Myriad Genetics reported that a US federal appeals court has ruled that the company's composition of matter claims covering isolated DNA of the BRCA 1 and BRCA 2 genes are patent-eligible material under federal patent law. The court, however, denied the company's effort to patent methods of "comparing" or "analyzing" DNA sequences.
Myriad Genetics reported that a US federal appeals court has ruled that the company's composition of matter claims covering isolated DNA of the BRCA1 and BRCA2 genes are patent-eligible material under federal patent law. The court, however, denied the company's effort to patent methods of "comparing" or "analyzing" DNA sequences.
The US Federal Circuit Court of Appeals upheld Myriad’s right to patent the isolated genes, BRCA1 and BRCA2, which are linked to hereditary breast and ovarian cancers. These genes serve as the basis for the intellectual property for the company’s BRACAnalysis test, a predictive test for assessing a woman’s risk for developing hereditary breast and ovarian cancer.
The key issue before the court related to the patentability of isolated DNA molecules and whether and to what degree such molecules are considered products of nature. Isolated DNA is a freestanding portion of a larger, natural DNA molecule. Isolated DNA has been cleaved or synthesized to consist of a fraction of a naturally occurring DNA molecule. Myriad contended that isolated DNA does not exist in nature and that isolated DNAs, unlike native DNAs, can be used as primers and probes for diagnosing cancer. The plaintiffs in this case, which included the Association for Molecular Pathology, contended that to be patent-eligible a composition of matter must also have a distinctive name, character, and use, making it “markedly different” from a natural product. In this case, the plaintiffs asserted that because isolated DNAs retain part of the same nucleotide sequence as native DNAs, they do not have any “markedly different” characteristics.
In ruling in favor of Myriad, the US federal appeals court agreed that “isolated DNA molecules before us are not found in nature. They are obtained in the laboratory and are man-made, the product of human ingenuity,” said the court in its ruling. “While they are prepared from products of nature, so is every other composition of matter.
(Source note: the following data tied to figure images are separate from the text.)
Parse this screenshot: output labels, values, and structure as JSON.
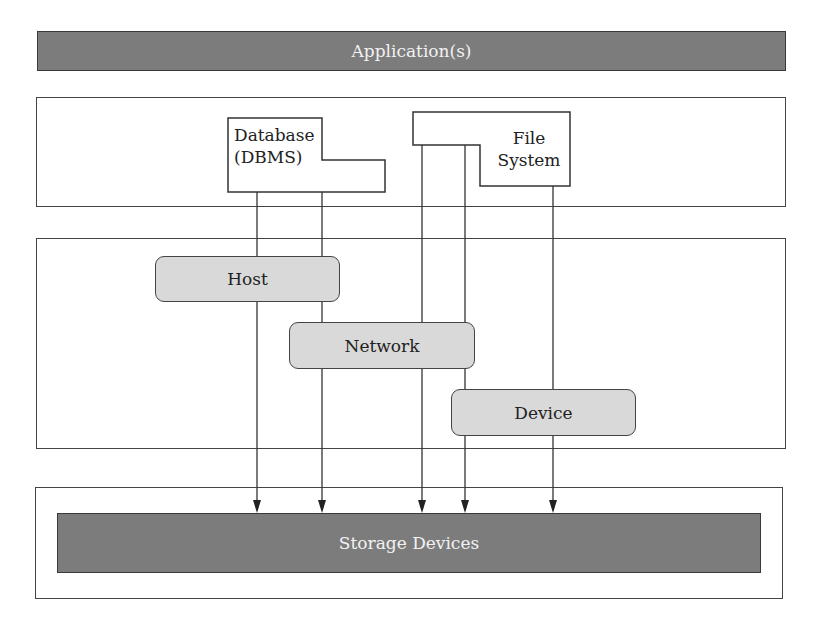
{
  "diagram": {
    "top_bar": {
      "label": "Application(s)",
      "color": "#7c7c7c"
    },
    "upper_layer": {
      "database": {
        "line1": "Database",
        "line2": "(DBMS)"
      },
      "file_system": {
        "line1": "File",
        "line2": "System"
      }
    },
    "middle_layer": {
      "host": {
        "label": "Host",
        "color": "#d9d9d9"
      },
      "network": {
        "label": "Network",
        "color": "#d9d9d9"
      },
      "device": {
        "label": "Device",
        "color": "#d9d9d9"
      }
    },
    "bottom_bar": {
      "label": "Storage Devices",
      "color": "#7c7c7c"
    },
    "arrows": [
      {
        "from": "Database (DBMS)",
        "via": "Host",
        "to": "Storage Devices"
      },
      {
        "from": "Database (DBMS)",
        "via": "Network",
        "to": "Storage Devices"
      },
      {
        "from": "File System",
        "via": "Network",
        "to": "Storage Devices"
      },
      {
        "from": "File System",
        "via": "Device",
        "to": "Storage Devices"
      },
      {
        "from": "File System",
        "via": "Device",
        "to": "Storage Devices"
      }
    ]
  }
}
All new chemical or biological molecules, whether made by synthesis or decomposition, are made from natural materials. “For example, virtually every medicine utilized by today’s medical practitioners, and every manufactured plastic product, is either synthesized from natural materials (most often petroleum fractions) or derived from natural plant materials. But, as such, they are different from natural materials, even if they are ultimately derived from them. The same is true of isolated DNA molecules.”
Myriad supported the court’s decision. "We are very pleased with the favorable decision the Court rendered today which again confirmed that isolated DNA is patentable," said Peter Meldrum, president and CEO of Myriad Genetics, in a company press release. "Importantly, the Court agreed with Myriad that isolated DNA is a new chemical matter with important utilities which can only exist as the product of human ingenuity."
Myriad owns or has exclusive license rights to 525 claims in 24 US patents relating to BRAC analysis testing. These patents contain multiple claims, including claims relating to compositions of matter on isolated BRCA1 and BRCA2 nucleic acids, compositions of matter on probes and primers, methods of detecting genetic mutations in the BRCA1 and BRCA2 genes, the use for diagnosing a predisposition to breast or ovarian cancer, and general molecular diagnostic technology applicable to BRAC analysis testing.
The genesis of the litigation dates back to 2009 when the Association for Molecular Pathology and other plaintiffs brought a lawsuit against Myriad in federal district court seeking a declaratory ruling that 15 claims of seven Myriad patents relating to the BRCA1 and BRCA2 genes were invalid. The district court ruled against Myriad, and Myriad appealed the decision. In July 2011, a federal court of appeals reversed the district court’s decision in part, holding that nine composition claims relating to isolated DNA molecules and one method claim relating to screening potential cancer therapeutics were are patent-eligible, but affirmed the lower court’s decision that the remaining five method claims were patent-ineligible. In December 2011, the Association for Molecular Pathology and other plaintiffs in the case filed a petition for a writ of certiorari with the US Supreme Court of the United States seeking the Supreme Court’s review of the decision of the federal court of appeals. In March 2012, the Supreme Court granted the writ of certiorari and remanded the case back to a federal court of appeals for reconsideration in light of the US Supreme Court’s recent decision in Mayo v. Prometheus Laboratories, in which the US Supreme Court ruled that the relationship between the concentrations of blood metabolites and response to a therapeutic drug in two patents owned by Prometheus Laboratories were unpatentable.
In its ruling last week on upholding the patentability of isolated DNA molecules, the federal appeals courts also upheld that Myriad’s method claim to screening potential cancer therapeutics via changes in cell growth rates of transformed cells is patent-eligible. The federal appeals court, however, ruled that Myriad’s method claims directed to “comparing” or “analyzing” DNA sequences are patent-ineligible because such “claims include no transformative steps and cover only patent-ineligible abstract, mental steps,” said the court.